He had found that after all it was only Death.
The ship with a fair wind ran up a lane of light into the setting sun, and when at length the moon had risen and silvered all the sea, Ulysses called the men round him.
“Comrades,” he said, “with the dawn, if I have kept the reckoning aright, we shall come to the island where the Sirens dwell. Now the Lady Circe warned me against the Sirens, the singers who charm all men with their song. He who listens to Parthenope, Ligeia and Leucosia must stay with them for ever, listening spellbound to the song until he dies. And the island is covered with the bones of dead men. To listen is to die. But I wish to hear the voices and to escape the enchantment, and so obey my commands. When we near the island do you all close your ears with wax so that no sound can reach your brains. And take a stout rope and bind me to the mast so that I can in no wise loose myself. And howsoever I may order or entreat you to let me go to the Sirens, if their magic song enchants me, take no heed, but row steadily onwards until the island is far astern. Then only may you set me free.”
As dawn came, a faint grey line upon the horizon showed itself on the starboard bow. At the sight, with some laughter, for it was difficult to believe in the perils of sweet music!—even for men who had seen the wonders that they had seen—the men began to press yellow wax from the honeycomb into each other’s ears.
Then when no one among them could hear the flapping of the sail or the voice of the sea, nor could tell the meaning of his neighbour’s voice, they went up to Ulysses, and with many light-hearted jests bound him to the mast, and because his strength was well known to them they reeved the rope with a treble hitch. No living man could have escaped from such bonds.
As sailors will, they treated the whole thing as a huge jest, making a mock mutiny of it as they bound the captain. Ulysses could not help smiling at their mirth.
After such wise precaution he had no fear, and in his heart of hearts he did not believe that the song of the Sirens would affect him much, though he followed the advice of Circe and made himself a prisoner.
But a fierce curiosity possessed him. He cursed the slowness of the wind, for, as they bound him, the island was still a low line without colour on the water, and called out to the men to row faster, forgetting that they could not hear him.
Slowly the grey island became purple, then brown, and at last showed itself a green, low, pleasant land, a place of meadows.
The wind was behind them, and until they came quite close under the lee of the island Ulysses could hear no voices but those of the wind and waves. Then faintly at first, but rapidly becoming more sonorous and sweet, he heard the magic voices which were to ring in his ears in all his after life.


▸ Exercise objective:
Restate all of the records below exactly. Do not carry over any image.

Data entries
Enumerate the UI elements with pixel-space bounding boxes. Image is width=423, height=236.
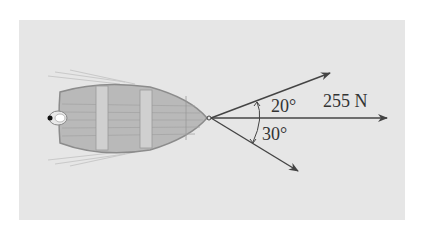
force-vectors: [211, 73, 387, 171]
boat: [48, 84, 212, 152]
angle-20-label: 20°: [271, 97, 296, 115]
force-diagram: [0, 0, 423, 236]
angle-30-label: 30°: [262, 125, 287, 143]
angle-arc: [250, 102, 260, 143]
force-magnitude-label: 255 N: [323, 92, 368, 110]
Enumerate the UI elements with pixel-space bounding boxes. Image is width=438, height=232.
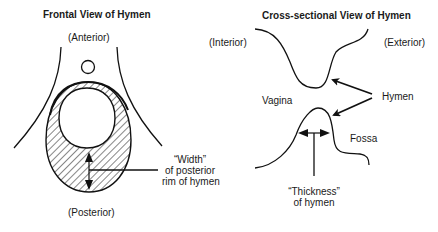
width-label: “Width” of posterior rim of hymen (162, 154, 218, 187)
thickness-label: “Thickness” of hymen (286, 186, 342, 208)
interior-label: (Interior) (209, 37, 247, 48)
vagina-label: Vagina (262, 95, 292, 106)
frontal-view (14, 47, 162, 192)
posterior-label: (Posterior) (68, 207, 115, 218)
thickness-label-line-1: “Thickness” (286, 186, 342, 197)
anterior-label: (Anterior) (68, 32, 110, 43)
width-label-line-3: rim of hymen (162, 176, 218, 187)
upper-wall-outline (255, 29, 368, 88)
thickness-label-line-2: of hymen (286, 197, 342, 208)
hymen-label: Hymen (382, 91, 414, 102)
urethral-opening (82, 61, 95, 74)
frontal-view-title: Frontal View of Hymen (43, 9, 151, 20)
cross-section-title: Cross-sectional View of Hymen (262, 10, 411, 21)
width-label-line-1: “Width” (162, 154, 218, 165)
hymen-arrow-upper (333, 80, 372, 94)
exterior-label: (Exterior) (384, 37, 425, 48)
fossa-label: Fossa (350, 133, 377, 144)
width-label-line-2: of posterior (162, 165, 218, 176)
hymen-arrow-lower (334, 98, 372, 115)
thickness-arrow-right-head (320, 129, 330, 137)
thickness-arrow-left-head (298, 129, 308, 137)
hymen-diagram (0, 0, 438, 232)
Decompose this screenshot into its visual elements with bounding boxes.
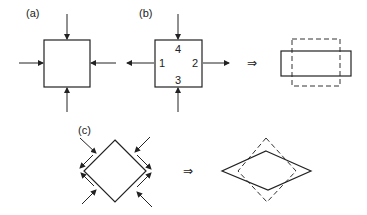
implies-arrow-icon: ⇒ bbox=[247, 56, 257, 70]
deformed-shape bbox=[222, 151, 311, 190]
face-number-2: 2 bbox=[192, 57, 198, 69]
shear-arrow-right-lower-icon bbox=[137, 173, 151, 187]
panel-a: (a) bbox=[19, 7, 116, 112]
face-number-1: 1 bbox=[159, 57, 165, 69]
shear-arrow-right-upper-icon bbox=[137, 155, 151, 169]
panel-a-label: (a) bbox=[26, 7, 39, 19]
arrow-ul-in-icon bbox=[80, 138, 96, 153]
panel-b-result bbox=[281, 39, 351, 86]
original-shape-dashed bbox=[292, 39, 340, 86]
implies-arrow-icon: ⇒ bbox=[183, 164, 193, 178]
panel-b-label: (b) bbox=[139, 7, 152, 19]
face-number-4: 4 bbox=[175, 43, 181, 55]
panel-c-label: (c) bbox=[78, 124, 91, 136]
stress-diagram: (a) (b) 1 2 3 4 ⇒ (c) bbox=[0, 0, 367, 215]
panel-c: (c) ⇒ bbox=[78, 124, 193, 207]
face-number-3: 3 bbox=[175, 74, 181, 86]
arrow-lr-in-icon bbox=[137, 192, 152, 207]
panel-b: (b) 1 2 3 4 ⇒ bbox=[127, 7, 257, 112]
square-element bbox=[44, 40, 90, 87]
shear-arrow-left-upper-icon bbox=[80, 155, 93, 168]
arrow-ur-in-icon bbox=[135, 137, 150, 152]
arrow-ll-in-icon bbox=[82, 190, 96, 204]
panel-c-result bbox=[222, 138, 311, 202]
original-shape-dashed bbox=[238, 138, 296, 202]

▸ Solution:
Enumerate the UI elements with pixel-space bounding boxes. Image is width=423, height=236.
force-vectors: [211, 73, 387, 171]
boat: [48, 84, 212, 152]
angle-20-label: 20°: [271, 97, 296, 115]
force-diagram: [0, 0, 423, 236]
angle-30-label: 30°: [262, 125, 287, 143]
angle-arc: [250, 102, 260, 143]
force-magnitude-label: 255 N: [323, 92, 368, 110]
Enumerate the UI elements with pixel-space bounding boxes. Image is width=438, height=232.
width-label: “Width” of posterior rim of hymen (162, 154, 218, 187)
thickness-label: “Thickness” of hymen (286, 186, 342, 208)
interior-label: (Interior) (209, 37, 247, 48)
vagina-label: Vagina (262, 95, 292, 106)
frontal-view (14, 47, 162, 192)
posterior-label: (Posterior) (68, 207, 115, 218)
thickness-label-line-1: “Thickness” (286, 186, 342, 197)
anterior-label: (Anterior) (68, 32, 110, 43)
width-label-line-3: rim of hymen (162, 176, 218, 187)
upper-wall-outline (255, 29, 368, 88)
thickness-label-line-2: of hymen (286, 197, 342, 208)
hymen-label: Hymen (382, 91, 414, 102)
urethral-opening (82, 61, 95, 74)
frontal-view-title: Frontal View of Hymen (43, 9, 151, 20)
cross-section-title: Cross-sectional View of Hymen (262, 10, 411, 21)
width-label-line-1: “Width” (162, 154, 218, 165)
hymen-arrow-upper (333, 80, 372, 94)
exterior-label: (Exterior) (384, 37, 425, 48)
fossa-label: Fossa (350, 133, 377, 144)
width-label-line-2: of posterior (162, 165, 218, 176)
hymen-arrow-lower (334, 98, 372, 115)
thickness-arrow-right-head (320, 129, 330, 137)
thickness-arrow-left-head (298, 129, 308, 137)
hymen-diagram (0, 0, 438, 232)
Decompose this screenshot into its visual elements with bounding boxes.
implies-arrow-icon: ⇒ bbox=[247, 56, 257, 70]
deformed-shape bbox=[222, 151, 311, 190]
face-number-2: 2 bbox=[192, 57, 198, 69]
shear-arrow-right-lower-icon bbox=[137, 173, 151, 187]
panel-a: (a) bbox=[19, 7, 116, 112]
face-number-1: 1 bbox=[159, 57, 165, 69]
shear-arrow-right-upper-icon bbox=[137, 155, 151, 169]
panel-a-label: (a) bbox=[26, 7, 39, 19]
arrow-ul-in-icon bbox=[80, 138, 96, 153]
panel-b-result bbox=[281, 39, 351, 86]
original-shape-dashed bbox=[292, 39, 340, 86]
implies-arrow-icon: ⇒ bbox=[183, 164, 193, 178]
panel-b-label: (b) bbox=[139, 7, 152, 19]
face-number-4: 4 bbox=[175, 43, 181, 55]
panel-c-label: (c) bbox=[78, 124, 91, 136]
stress-diagram: (a) (b) 1 2 3 4 ⇒ (c) bbox=[0, 0, 367, 215]
panel-c: (c) ⇒ bbox=[78, 124, 193, 207]
face-number-3: 3 bbox=[175, 74, 181, 86]
arrow-lr-in-icon bbox=[137, 192, 152, 207]
panel-b: (b) 1 2 3 4 ⇒ bbox=[127, 7, 257, 112]
square-element bbox=[44, 40, 90, 87]
shear-arrow-left-upper-icon bbox=[80, 155, 93, 168]
arrow-ur-in-icon bbox=[135, 137, 150, 152]
arrow-ll-in-icon bbox=[82, 190, 96, 204]
panel-c-result bbox=[222, 138, 311, 202]
original-shape-dashed bbox=[238, 138, 296, 202]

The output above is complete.